EXERCISE AIM
The reply is to be the lines from the one with "What do you" through the last line of the records below, each retyped exactly, with pictures left out.
START DATA SUPPLIED
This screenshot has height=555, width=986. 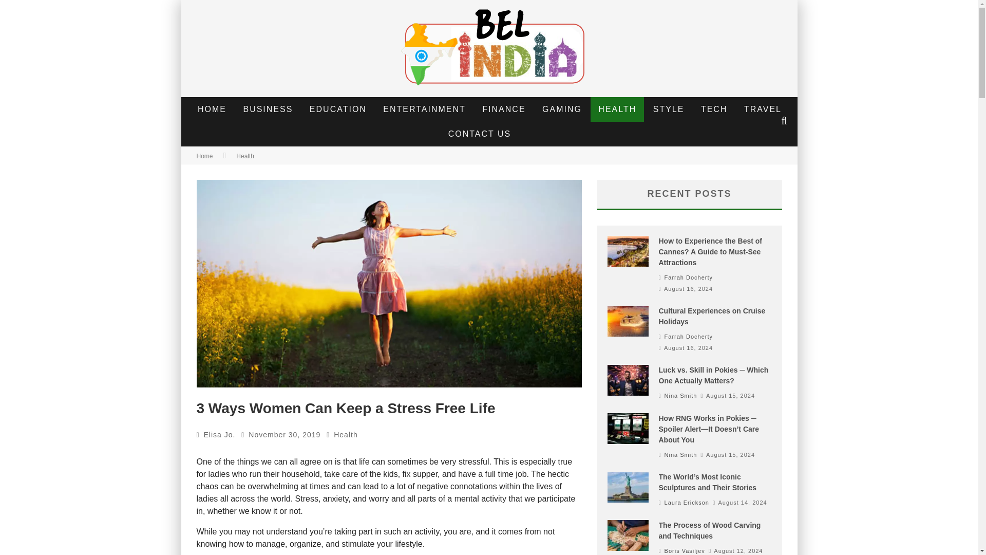 I want to click on HEALTH, so click(x=617, y=109).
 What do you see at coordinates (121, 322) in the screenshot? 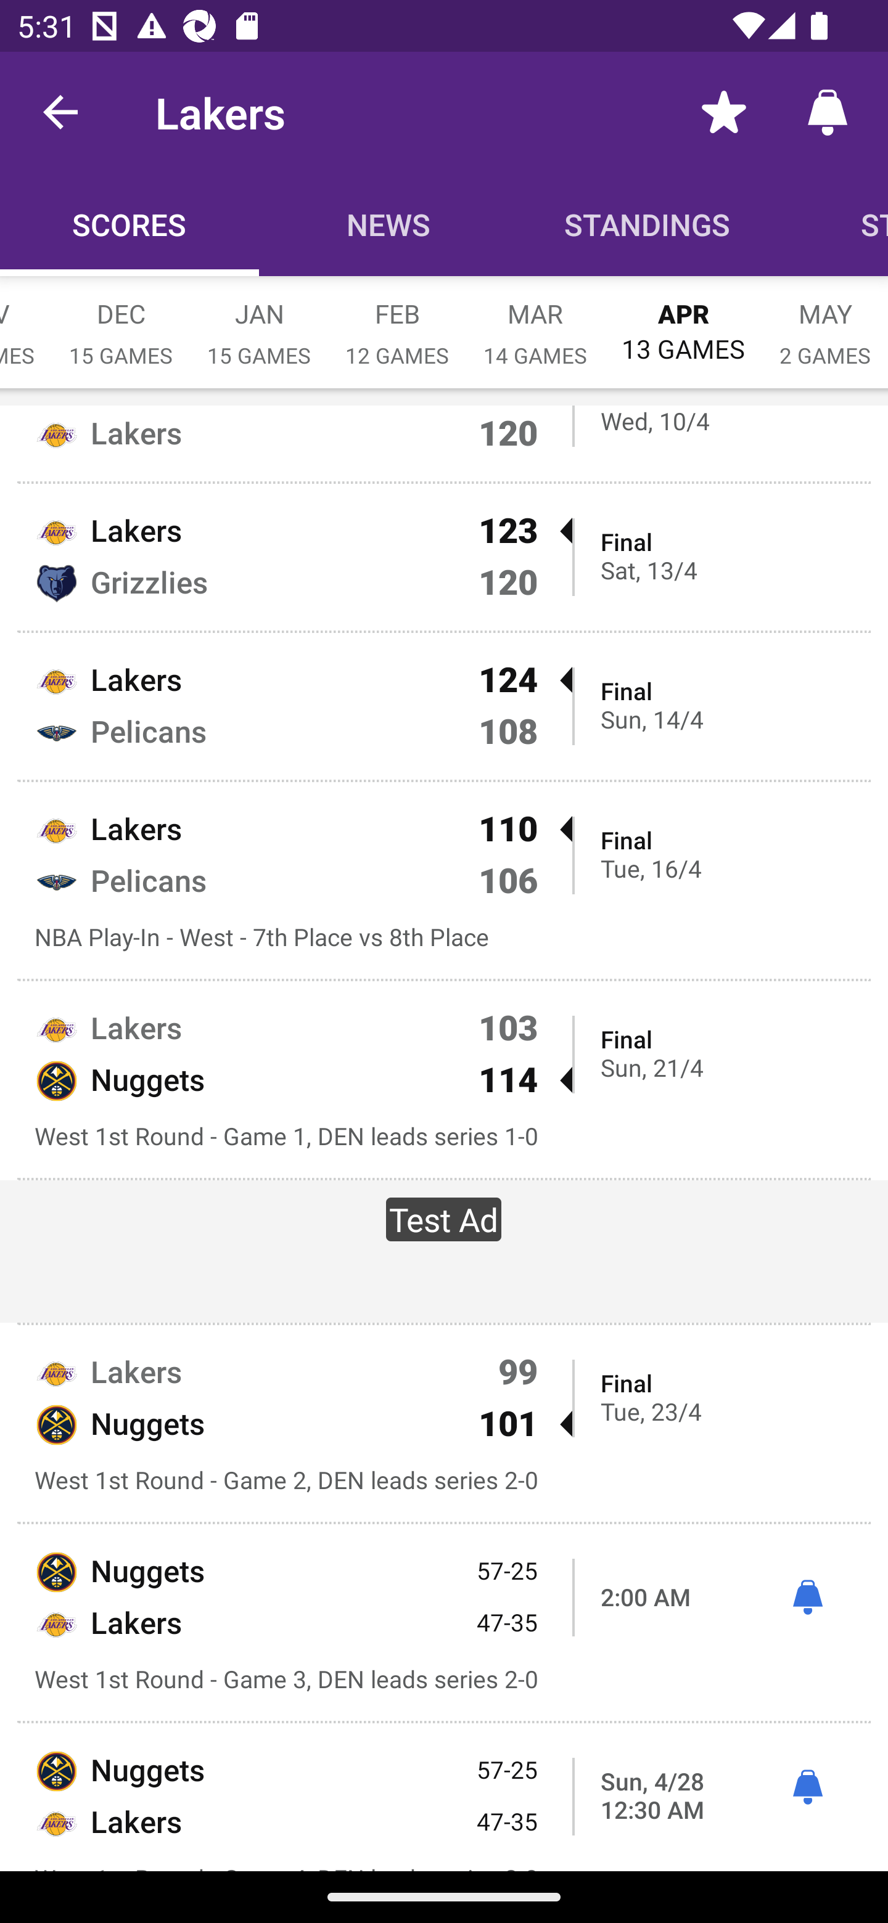
I see `DEC 15 GAMES` at bounding box center [121, 322].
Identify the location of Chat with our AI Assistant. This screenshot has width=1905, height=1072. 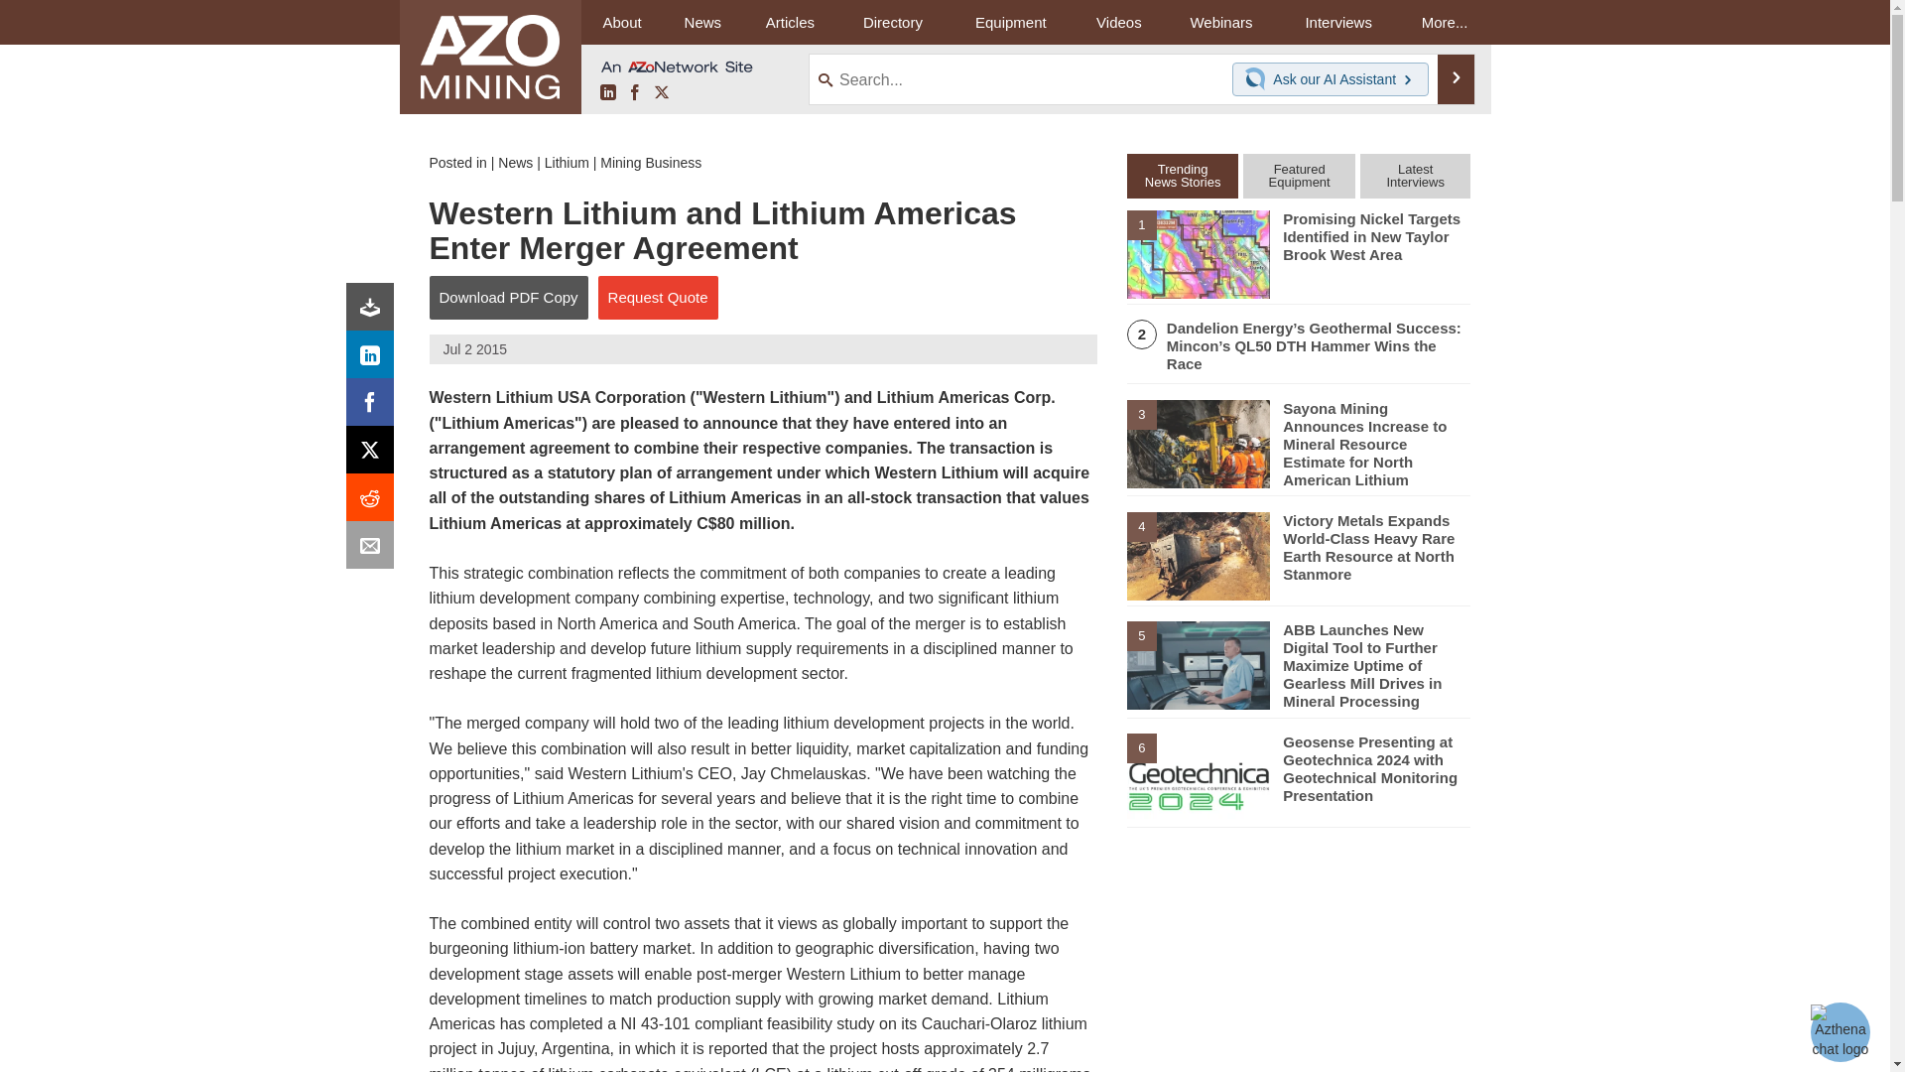
(1258, 79).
END DATA SUPPLIED
TASK RESULT
 What do you see at coordinates (121, 322) in the screenshot? 
I see `DEC 15 GAMES` at bounding box center [121, 322].
Identify the location of Chat with our AI Assistant. This screenshot has width=1905, height=1072. 
(1258, 79).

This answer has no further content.